News
Announcements
Cell Scientist
Mitch Guttman is on 2016 “Cell Scientists to Watch”. Read the full interview
Pew
Sloane
Mitch Guttman is named a Alfred P. Sloan fellow in computational and evolutionary molecular biology. Read more.
Sontag
Guttman receives a Distinguished Scientist Award from the Sontag Foundation. Read more.
CSQ
CSQ magazine names Guttman among 10 young innovators in greater Los Angeles. Read more in CSQ
Searle
Mitch Guttman is named a 2014 Searle Scholar. Read more.
Kimmel
Mitch Guttman is named a 2014 Sidney Kimmel Scholar in cancer research. Read more.
EIA
Mitch Guttman is awarded the 2012 NIH Director’s Early Independence Award. Read more
In The News
New roles emerge for non-coding RNAs in directing embryonic development
New roles emerge for non-coding RNAs in directing embryonic development
Broad scientists discovered several years ago that the human and mouse genomes encode thousands of unusual RNAs — termed large, intergenic non-coding RNAs (lincRNAs) —but their role was almost entirely unknown. By studying more than 100 lincRNAs in ES cells, the researchers now show that these RNAs help regulate development by physically interacting with proteins to coordinate gene expression and suggest that lincRNAs may play similar roles in most cells.
Read more at here
Missing links of the transcriptome
Despite the many discoveries of the genomic era, much of the human genome remains unexplored. Researchers have now discovered the identity of some of those unknown players and introduce a vast new class of genomic characters that function directly as RNA molecules.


__WHAT NEEDS TO BE DONE__
Copy out exactly the lines spanning the line with "Identify the location" to the line with "pyautogui.click(x=<x>, y=<y>)", inclusive, from the data underneath, with no pictures.

__EXCERPTED RECORDS__
Start of Block
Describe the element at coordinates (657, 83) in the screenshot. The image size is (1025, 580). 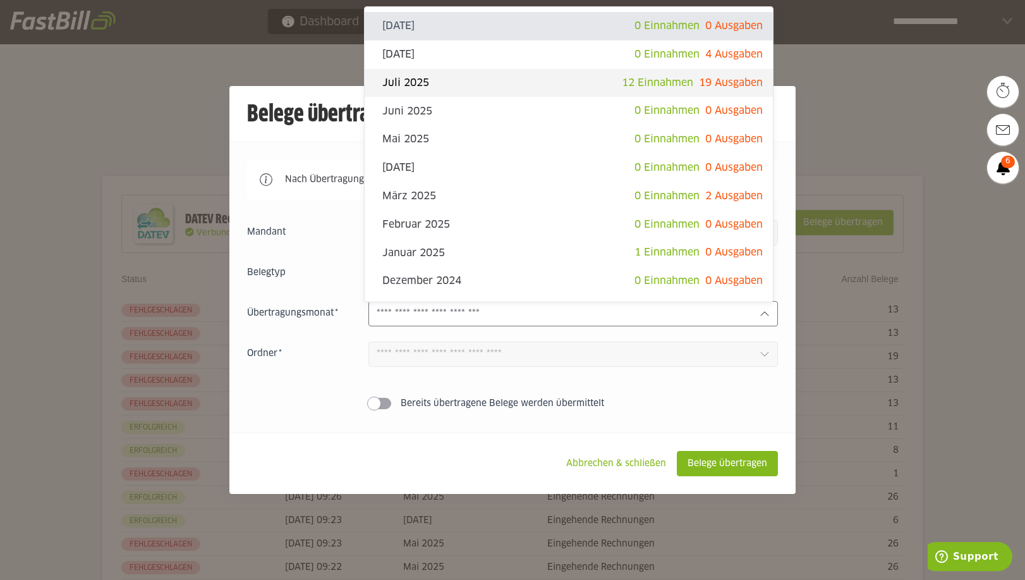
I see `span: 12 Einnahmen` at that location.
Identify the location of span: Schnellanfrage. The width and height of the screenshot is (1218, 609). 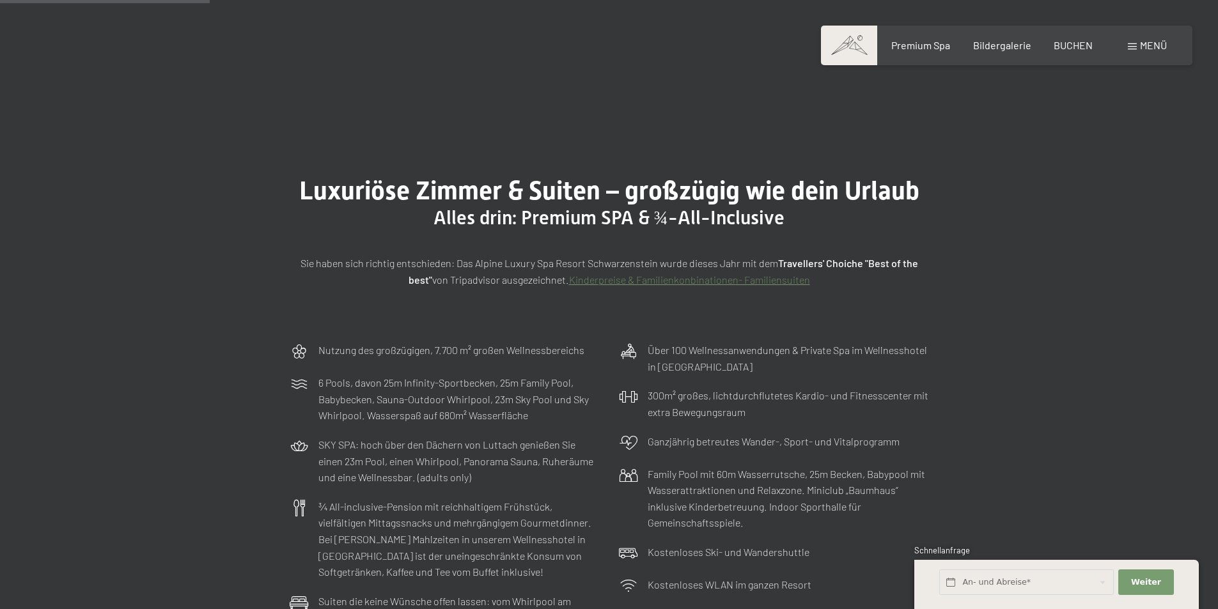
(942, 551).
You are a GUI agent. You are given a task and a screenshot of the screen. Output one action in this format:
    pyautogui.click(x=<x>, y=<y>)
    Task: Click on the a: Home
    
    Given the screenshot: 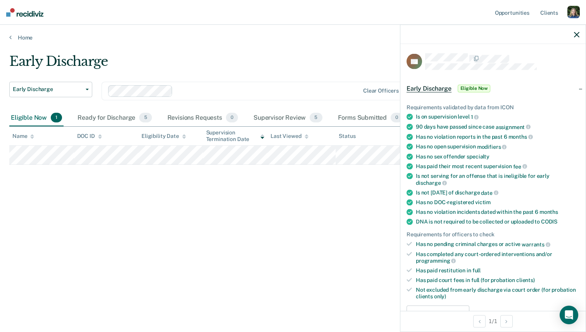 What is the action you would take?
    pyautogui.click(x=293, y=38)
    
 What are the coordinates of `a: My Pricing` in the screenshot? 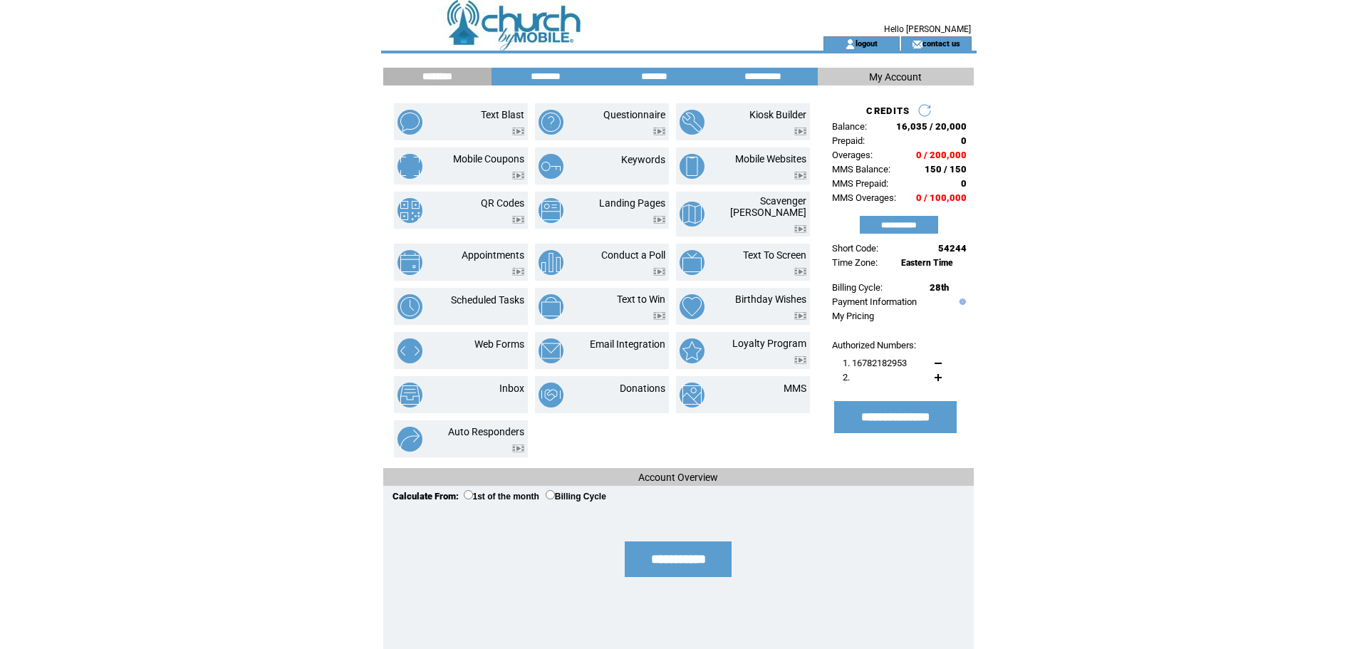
End of Block
__EXERCISE RESULT__
Identify the location of span: Schnellanfrage. The width and height of the screenshot is (1218, 609). 
(942, 551).
You are a GUI agent. You are given a task and a screenshot of the screen. Output one action in this format:
    pyautogui.click(x=<x>, y=<y>)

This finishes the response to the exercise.